Introduction
Inflammatory bowel disease (IBD) is a chronic, relapsing, and remitting condition that primarily affects the gastrointestinal tract. Canada has amongst the highest rates of IBD in the world. Efforts are needed to improve the care of IBD – particularly the multidisciplinary care provided, given the impact of IBD on quantity and quality of life. Premature mortality (death <75 years) is a critical indicator of overall population health, socioeconomic inequalities, and health system performance. Multimorbidity is also an emerging topic in, and indicative of, population health, given its association with more complex care needs, poorer health outcomes, and excess mortality.
Researchers at the Population Health Analytics Laboratory sought to explore whether and how non-IBD chronic conditions predicted whether mortality was premature. This recognize the complex interplay of non-IBD chronic conditions on premature mortality, and ultimately, supports identification of potential improvements to multidisciplinary care for those with IBD.
How Machine Larning was used as a Research Tool
With IBD, the relationship between individual non-IBD chronic conditions (as well as the age conditions are developed) and premature mortality is not known. It is also unclear how these conditions interact with each other. Traditional statistical models require pre-specification of the relationship between input and output variables. As such, our prediction challenge was ripe for machine learning (ML) models, as ML can flexibly learn the relationship between input and output variables without pre-specification. Our research team applied ML techniques (random forest and XGboost) to establish whether and how non-IBD chronic conditions (and the age at they are diagnosed) can predict premature mortality.
Impact on Population Health and Clinical Medicine
We showed that conditions developed early in life (age ≤ 60 yr) and their age of onset were important for predicting their health trajectory. Importantly, our models did not use variables directly related to IBD, such as subtype, severity, and medications, demonstrating the importance of non-IBD chronic conditions to the overall health and life expectancy of those with IBD. Clinically, our findings emphasize the need for models of care that ensure people with IBD have access to high-quality, multidisciplinary health care.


● Exercise details
Copy the entries out again in full.

● Material provided
⟨
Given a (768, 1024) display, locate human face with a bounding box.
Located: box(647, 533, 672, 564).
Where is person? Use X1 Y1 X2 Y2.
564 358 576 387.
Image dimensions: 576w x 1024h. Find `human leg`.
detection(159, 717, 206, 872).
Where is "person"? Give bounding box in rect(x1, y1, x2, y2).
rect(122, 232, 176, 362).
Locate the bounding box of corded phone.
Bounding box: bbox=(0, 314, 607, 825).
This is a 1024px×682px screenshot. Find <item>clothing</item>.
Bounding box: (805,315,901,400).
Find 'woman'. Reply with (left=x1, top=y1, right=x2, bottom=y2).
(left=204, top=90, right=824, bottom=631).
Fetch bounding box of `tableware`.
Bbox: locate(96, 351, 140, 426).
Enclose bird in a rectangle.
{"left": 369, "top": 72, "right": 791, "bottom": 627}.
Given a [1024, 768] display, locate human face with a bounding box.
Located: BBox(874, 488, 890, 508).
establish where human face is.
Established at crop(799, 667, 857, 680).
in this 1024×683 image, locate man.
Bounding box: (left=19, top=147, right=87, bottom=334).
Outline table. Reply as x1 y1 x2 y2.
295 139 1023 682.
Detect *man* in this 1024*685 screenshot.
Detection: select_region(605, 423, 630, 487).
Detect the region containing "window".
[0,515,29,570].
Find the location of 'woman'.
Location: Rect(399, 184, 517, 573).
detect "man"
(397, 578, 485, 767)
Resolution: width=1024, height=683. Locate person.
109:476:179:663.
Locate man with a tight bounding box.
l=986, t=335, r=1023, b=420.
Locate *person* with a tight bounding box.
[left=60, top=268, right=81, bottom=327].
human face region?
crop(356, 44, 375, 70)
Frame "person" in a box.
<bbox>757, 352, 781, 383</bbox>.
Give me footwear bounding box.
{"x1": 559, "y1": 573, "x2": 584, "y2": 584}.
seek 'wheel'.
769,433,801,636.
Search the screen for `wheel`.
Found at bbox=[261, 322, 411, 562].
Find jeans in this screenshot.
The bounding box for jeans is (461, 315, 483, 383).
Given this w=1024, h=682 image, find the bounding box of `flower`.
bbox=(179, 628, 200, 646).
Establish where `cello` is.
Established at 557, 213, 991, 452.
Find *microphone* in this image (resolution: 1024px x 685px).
⟩
● Answer space
Given a (768, 1024) display, locate human face with a bounding box.
Located: box(647, 533, 672, 564).
Where is person? Use X1 Y1 X2 Y2.
564 358 576 387.
Image dimensions: 576w x 1024h. Find `human leg`.
detection(159, 717, 206, 872).
Where is "person"? Give bounding box in rect(x1, y1, x2, y2).
rect(122, 232, 176, 362).
Locate the bounding box of corded phone.
Bounding box: bbox=(0, 314, 607, 825).
This is a 1024px×682px screenshot. Find <item>clothing</item>.
Bounding box: (805,315,901,400).
Find 'woman'. Reply with (left=x1, top=y1, right=x2, bottom=y2).
(left=204, top=90, right=824, bottom=631).
Fetch bounding box of `tableware`.
Bbox: locate(96, 351, 140, 426).
Enclose bird in a rectangle.
{"left": 369, "top": 72, "right": 791, "bottom": 627}.
Given a [1024, 768] display, locate human face with a bounding box.
Located: BBox(874, 488, 890, 508).
establish where human face is.
Established at crop(799, 667, 857, 680).
in this 1024×683 image, locate man.
Bounding box: (left=19, top=147, right=87, bottom=334).
Outline table. Reply as x1 y1 x2 y2.
295 139 1023 682.
Detect *man* in this 1024*685 screenshot.
Detection: select_region(605, 423, 630, 487).
Detect the region containing "window".
[0,515,29,570].
Find the location of 'woman'.
Location: Rect(399, 184, 517, 573).
detect "man"
(397, 578, 485, 767)
Resolution: width=1024, height=683. Locate person.
109:476:179:663.
Locate man with a tight bounding box.
l=986, t=335, r=1023, b=420.
Locate *person* with a tight bounding box.
[left=60, top=268, right=81, bottom=327].
human face region?
crop(356, 44, 375, 70)
Frame "person" in a box.
<bbox>757, 352, 781, 383</bbox>.
Give me footwear bounding box.
{"x1": 559, "y1": 573, "x2": 584, "y2": 584}.
seek 'wheel'.
769,433,801,636.
Search the screen for `wheel`.
Found at bbox=[261, 322, 411, 562].
Find jeans in this screenshot.
The bounding box for jeans is (461, 315, 483, 383).
Given this w=1024, h=682 image, find the bounding box of `flower`.
bbox=(179, 628, 200, 646).
Establish where `cello` is.
Established at 557, 213, 991, 452.
Find *microphone* in this image (resolution: 1024px x 685px).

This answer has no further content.